2026

ntfy: Push notifications without signups

Just discovered ntfy.sh, a very handy push notification service that does not require any signups. Very useful for:

  1. Setting up push notifications from a server to your phone to notify on any events.
  2. Long running LLM tasks such as Claude Code or OpenClaw.

Grateful that it's not only free, it does not require any accounts. Just install the app on your phone, subscribe to a topic, and start sending notifications to it!

Who is OpenClaw for? 🦞

🦞 OpenClaw is all over my feeds. Viral testimonials, threads about productivity gains, people swearing it changed their workflow. I installed it, ran it for a bit, and came away underwhelmed. Not because the tech is bad, but because I cannot figure out who it is actually for.

What is OpenClaw actually

Strip away the demo videos and you get a fairly straightforward architecture. OpenClaw runs a long-lived daemon that listens on messaging channels: WhatsApp, Telegram, Slack, Signal, take your pick. When you send it a message, it passes your text to an LLM, loads your memory files into context, and invokes whatever tools it needs. There's also a heartbeat: a configurable cron job (default 30 minutes) that triggers the agent even without a message, so it can check in, surface reminders, or run scheduled tasks.

The heartbeat is the interesting part. The design addresses one of the more popular wishlist items, instead of prompting to get an output, AI would be able to perform tasks without you first prompting it. Memory on the other hand: it's markdown files on disk, loaded into context each invocation. ChatGPT's memory works the same way under the hood. Skills are shell scripts paired with prompt files, essentially wrapped CLI commands with some LLM scaffolding.

The architecture is clean and straightforward.

Raspberry Pi prices have gone through the roof

Raspberry Pi 4 and Pico

Raspberry Pi prices have been rising aggressively, driven by surging memory chip demand.

What makes it worse is how quickly the hikes have come — two rounds within just two months. The most recent price increase pushed some models to more than double their original MSRP.

Web browser discrimination

An unfortunate reality of the modern web is that many websites check your User-Agent string and serve different content (or no content at all) based on what browser they think you are. With our previous UA string, we were getting degraded UIs, "your browser is not supported" pages, network throttling, and outright HTTP 403 errors from many prominent websites.

From: Ladybird Browser Newsletter: This Month in Ladybird — January 2026

Instagram before and after the UA string change

A sad case of browser discrimination. I had assumed that with the death of Internet Explorer, such practices had largely faded away. User-Agent (UA) exists to enable graceful degradation, allowing older or less capable browsers to receive simplified content, not to serve as a whitelist that reserves the full web experience for a handful of approved browsers.

When you throttle or block based on UA, you are breaking the ethos of the open web, the very reason the World Wide Web was created in the first place. It is discrimination. From the article, this appears to be fairly common across the websites and services of Big Tech companies, such as Google and Meta. When those same companies also control the lion's share of the browser market, this begins to look uncomfortably close to anti-competitive behavior.

Bambu RFID scanner on Flipper Zero

Bambu Lab Filament scan result

3D printing is fun. One common situation for anyone who owns a 3D printer is that you eventually end up with a growing stack of filaments at home.

These spools come in many combinations of colors and materials, and sooner or later you'll need to top up a spool that's running low. The problem is that Bambu filament labels only show the material and variant—such as PLA Basic, PLA Wood, PLA Matte, or ABS—but not the color code or color name. This makes it surprisingly tedious to figure out which exact filament to reorder. You either dig through old purchase receipts or manually try to match colors on the website.

If you have a Flipper Zero with the flipper-bambu plugin installed, you can now easily scan a Bambu filament spool via its RFID tag to retrieve the color code, along with other useful details such as temperature configurations, specifications, and production date—information that isn't normally visible.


[Work required]: Number of lines below with the word "Gradings": give it and nothing more.

[Interface dataset entries]:
::::

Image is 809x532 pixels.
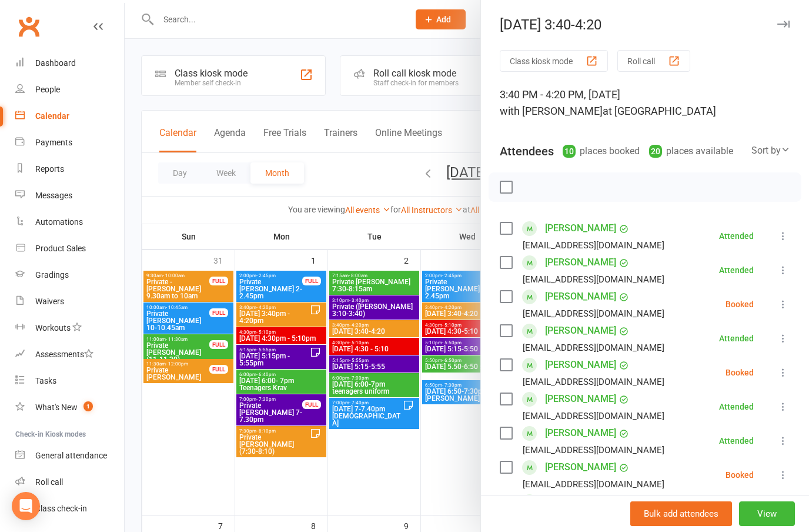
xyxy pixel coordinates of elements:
[725,368,754,376] div: Booked
[523,237,665,253] div: [EMAIL_ADDRESS][DOMAIN_NAME]
[500,87,791,119] div: 3:40 PM - 4:20 PM, [DATE]
[15,367,124,394] a: Tasks
[523,306,665,321] div: [EMAIL_ADDRESS][DOMAIN_NAME]
[740,501,795,526] button: View
[720,232,754,240] div: Attended
[15,208,124,235] a: Automations
[545,219,616,237] a: [PERSON_NAME]
[36,217,83,227] div: Automations
[545,458,616,477] a: [PERSON_NAME]
[500,50,608,72] button: Class kiosk mode
[14,12,44,41] a: Clubworx
[618,50,691,72] button: Roll call
[725,471,754,479] div: Booked
[523,340,665,356] div: [EMAIL_ADDRESS][DOMAIN_NAME]
[15,341,124,367] a: Assessments
[15,261,124,288] a: Gradings
[523,443,665,458] div: [EMAIL_ADDRESS][DOMAIN_NAME]
[15,103,124,129] a: Calendar
[36,164,65,174] div: Reports
[15,235,124,261] a: Product Sales
[649,143,734,160] div: places available
[649,145,663,158] div: 20
[36,137,72,147] div: Payments
[563,145,576,158] div: 10
[36,477,63,486] div: Roll call
[523,408,665,424] div: [EMAIL_ADDRESS][DOMAIN_NAME]
[545,491,616,510] a: [PERSON_NAME]
[15,129,124,156] a: Payments
[720,402,754,410] div: Attended
[36,190,72,200] div: Messages
[15,469,124,496] a: Roll call
[545,390,616,408] a: [PERSON_NAME]
[36,84,60,94] div: People
[500,143,554,160] div: Attendees
[545,321,616,340] a: [PERSON_NAME]
[720,334,754,343] div: Attended
[15,496,124,522] a: Class kiosk mode
[15,394,124,420] a: What's New1
[36,349,93,359] div: Assessments
[15,76,124,103] a: People
[12,491,40,520] div: Open Intercom Messenger
[15,288,124,314] a: Waivers
[36,402,78,412] div: What's New
[481,17,809,33] div: [DATE] 3:40-4:20
[36,243,86,253] div: Product Sales
[523,477,665,491] div: [EMAIL_ADDRESS][DOMAIN_NAME]
[15,182,124,208] a: Messages
[15,443,124,469] a: General attendance kiosk mode
[523,374,665,390] div: [EMAIL_ADDRESS][DOMAIN_NAME]
[84,401,93,411] span: 1
[36,504,87,513] div: Class check-in
[500,105,603,117] span: with [PERSON_NAME]
[36,270,69,280] div: Gradings
[630,501,732,526] button: Bulk add attendees
[15,156,124,182] a: Reports
[36,376,56,386] div: Tasks
[720,437,754,445] div: Attended
[36,451,107,460] div: General attendance
[752,143,791,158] div: Sort by
[36,58,76,68] div: Dashboard
[563,143,640,160] div: places booked
[545,253,616,272] a: [PERSON_NAME]
[15,314,124,341] a: Workouts
[725,300,754,309] div: Booked
[36,323,70,333] div: Workouts
[603,105,716,117] span: at [GEOGRAPHIC_DATA]
[15,50,124,76] a: Dashboard
[545,356,616,374] a: [PERSON_NAME]
[720,266,754,274] div: Attended
[36,111,69,121] div: Calendar
[545,287,616,306] a: [PERSON_NAME]
[36,296,65,306] div: Waivers
[545,424,616,443] a: [PERSON_NAME]
[523,272,665,287] div: [EMAIL_ADDRESS][DOMAIN_NAME]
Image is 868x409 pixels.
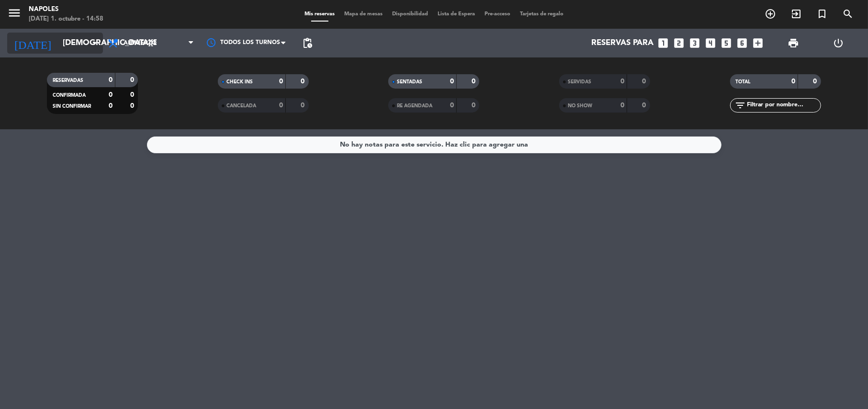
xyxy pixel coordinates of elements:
span: print [788,38,799,49]
span: Reservas para [591,39,654,48]
span: Mis reservas [299,11,340,17]
i: add_circle_outline [764,8,776,19]
i: [DATE] [7,33,58,54]
div: [DATE] 1. octubre - 14:58 [29,14,103,24]
i: looks_6 [735,37,748,50]
span: Disponibilidad [387,11,433,17]
strong: 0 [791,78,795,84]
i: looks_5 [720,37,732,50]
span: Tarjetas de regalo [515,11,568,17]
div: Napoles [29,5,103,14]
i: search [842,8,853,19]
strong: 0 [301,102,306,109]
strong: 0 [130,92,136,99]
span: SIN CONFIRMAR [53,104,91,109]
strong: 0 [450,102,454,109]
i: arrow_drop_down [89,38,100,49]
span: CONFIRMADA [53,93,86,98]
i: looks_one [657,37,669,50]
strong: 0 [108,76,113,83]
strong: 0 [642,102,648,109]
i: looks_two [672,37,685,50]
i: add_box [751,37,764,50]
span: RESERVADAS [53,78,83,83]
strong: 0 [620,102,624,109]
i: exit_to_app [790,8,802,19]
i: looks_3 [689,37,701,50]
span: CHECK INS [226,80,252,84]
span: SERVIDAS [568,80,591,84]
strong: 0 [108,92,113,99]
strong: 0 [813,78,818,84]
i: menu [7,6,21,20]
span: CANCELADA [226,103,256,109]
strong: 0 [620,78,624,84]
strong: 0 [130,103,136,109]
span: Almuerzo [123,40,157,46]
span: NO SHOW [568,103,592,109]
strong: 0 [108,103,113,109]
strong: 0 [130,76,136,83]
span: Mapa de mesas [340,11,387,17]
span: SENTADAS [396,80,422,84]
input: Filtrar por nombre... [746,100,820,111]
strong: 0 [279,102,283,109]
span: RE AGENDADA [396,103,432,109]
span: pending_actions [301,38,313,49]
div: No hay notas para este servicio. Haz clic para agregar una [340,139,528,150]
strong: 0 [279,78,283,84]
strong: 0 [301,78,306,84]
div: LOG OUT [816,29,861,58]
i: turned_in_not [816,8,828,19]
strong: 0 [472,102,478,109]
i: power_settings_new [833,38,844,49]
button: menu [7,6,21,23]
i: looks_4 [704,37,717,50]
span: TOTAL [735,80,751,84]
strong: 0 [472,78,478,84]
span: Lista de Espera [433,11,480,17]
strong: 0 [450,78,454,84]
span: Pre-acceso [480,11,515,17]
i: filter_list [735,100,746,111]
strong: 0 [642,78,648,84]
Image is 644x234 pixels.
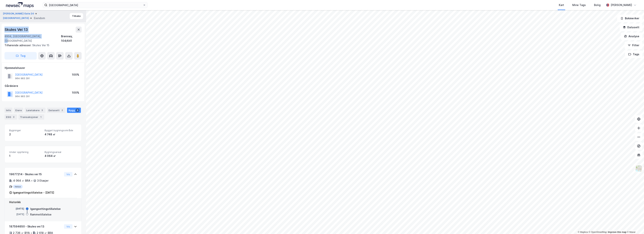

::::

[Task answer]: 2